Facilities leaders have invested heavily in maintenance technology to gain control over rising costs. Work order platforms promise better visibility, standardized workflows, and improved service provider performance. Yet for many multi-site organizations, total facilities spend continues to climb year over year.
The issue is not technology adoption. It is the assumption that technology alone can reduce total cost of ownership (TCO).
The following national retail case study illustrates this clearly.
A national retailer with more than 500 locations across the U.S. implemented a leading maintenance platform to improve oversight and control facilities spend. The system successfully centralized work orders, standardized processes, and delivered robust reporting.
Despite these improvements, facilities costs increased by approximately 24% year over year. The platform made activity visible. It did not change outcomes.
Portfolio analysis revealed several persistent issues:
The organization had access to data across every location. What it lacked was the ability to consistently act on that data across a large, distributed portfolio.

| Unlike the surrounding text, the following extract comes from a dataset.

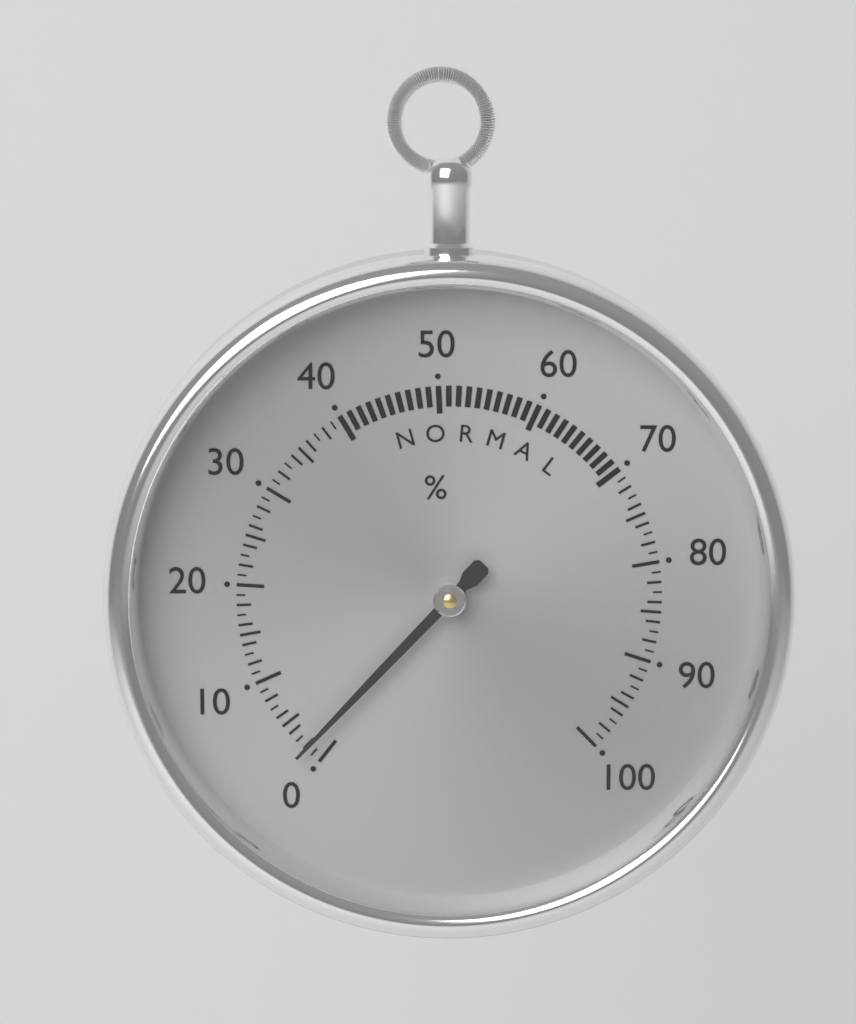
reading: 2 %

Maintenance platforms excel at capturing and organizing information. They are not designed to manage behavior.
Technology can show:
What it cannot do on its own is:
In this case, the retailer could clearly see inefficiencies across the portfolio. Internal teams did not have the capacity, specialized expertise, or governance model required to correct them consistently.
To simplify operations, the retailer relied heavily on large regional and national service providers recommended through the platform’s marketplace. While this reduced vendor complexity, it introduced new cost challenges.
Without active oversight:
The perception of control created by the technology platform did not align with actual control over cost and quality.
This case highlights a critical distinction for facilities leaders: visibility does not equal cost control.
True TCO reduction requires:
These elements sit outside the scope of most work order platforms.
Facilities costs continue to outpace overall direct store operating expense growth, putting pressure on already thin margins. Leaders looking to control TCO must rethink the role technology plays in their facilities strategy.
Technology should be viewed as an enabler, not a solution. When paired with human expertise and structured oversight, it becomes a powerful tool for driving outcomes. When used alone, it is simply a reporting layer.
For a deeper look at how organizations can move beyond technology and systematically reduce facilities and equipment TCO, Vixxo outlines proven approaches and benchmarks here: https://www.vixxo.com/resources/containing-facility-and-equipment-costs
Why doesn’t maintenance technology automatically reduce facilities costs?
Technology improves visibility and reporting, but it does not manage provider behavior, enforce standards, or eliminate repeat repairs without additional oversight.
What role should technology play in facilities cost control?
Technology should enable transparency and data access while people and processes drive accountability, execution, and continuous improvement.
Can TCO be reduced without changing platforms?
Yes. Many organizations see meaningful TCO reductions by improving governance, provider management, and execution on top of existing technology.